Wednesday, September 8, 2010

Respect in Context: How to Approach Respect in the Classroom

'Respect' is one of those tricky ideas to relate.  Often we rush for examples and vague descriptions like 'being open' which sound well enough but do little to define the term.  Yet through all of our foraging for phrases we are able to develop a general sense of what it means to be respectful: treat others as you would want to be treated; value other people's opinions; approach situations with humility.  All of these things we've been taught since preschool dance around an idea that we can't quite pin down.  'Respect' is a term like 'love' or 'kindness' where any attempt at a concrete definition is doomed to fall short of the reality.  Now does that mean we don't try?  Of course not!  But we must understand that any definition of 'respect' will be limited, and that 'respect' can be reinterpreted in any number of ways to make it contextually appropriate. 

That being said, my own attempt at a definition is limited to the way students treat one another: the unequivocal defense of a person's right to be different.  Yet this doesn't quite fit the sort of respect we imagine in the classroom.  It might be a good guideline for students' behavior among their peers, but does it adequately describe the respect between students and teachers?  The trouble with the line 'treat others as you would want to be treated' is that it requires students to actively put themselves in other people's shoes, and how many kids can really imagine what it is like to be a teacher?  So as good as that line is, kids can only apply it to what they know, aka their peer group.  Therefore the classroom must define teacher-student respect and student-student respect in slightly different terms. 
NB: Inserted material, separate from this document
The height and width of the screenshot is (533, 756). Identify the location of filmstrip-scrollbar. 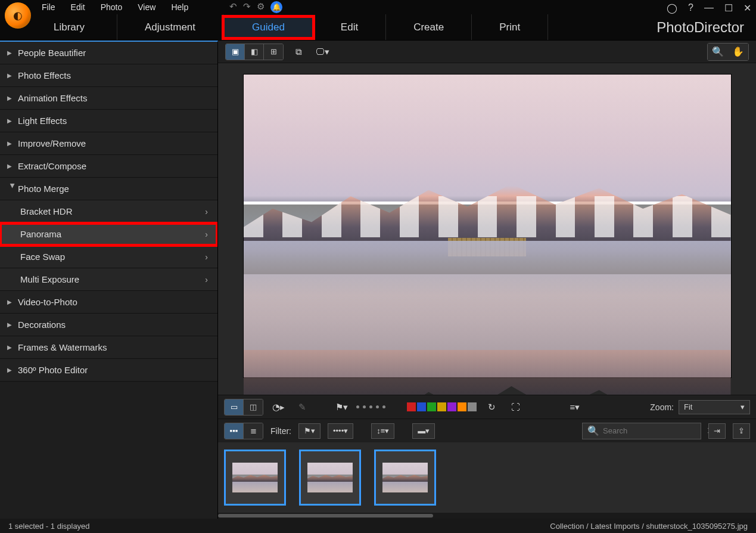
(487, 516).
What might more appropriately describe the student to teacher respect as 'what this adult has to say might be worth listening to.'  Whereas the teacher to student respect might be 'these kids are not factory products; their thoughts are worth your time.'  Therefore the keyword to the student-teacher relationship is LISTEN.  A respectful classroom is one where the students listen to the teacher and visa-versa.  If this fails to happen, the classroom devolves into chaos where the students are inattentive and the teacher continually frustrated.  So in order to establish respect in the classroom the teacher has to give the students a convincing reason to listen.  What that reason is ultimately depends upon the classroom environment (context).  In some situations it can be as simple as 'I have a loud, cheery, but authoritative voice.  Listen to me."  Others might be about to put the reason to their students directly.  Others might have to use more subliminal tricks to convince kids to listen.  The point is that there are many paths by which you can establish respect in the classroom, none of them necessarily better than others, and the method employed should ultimately be shaped by context.  Getting kids to listen in big schools will be different from small schools; impoverished schools will be different from rich ones.  As teachers we must understand this and remain flexible in our approaches to respect in the classroom.  As Barry Schwartz once said, "A wise person knows how to improvise."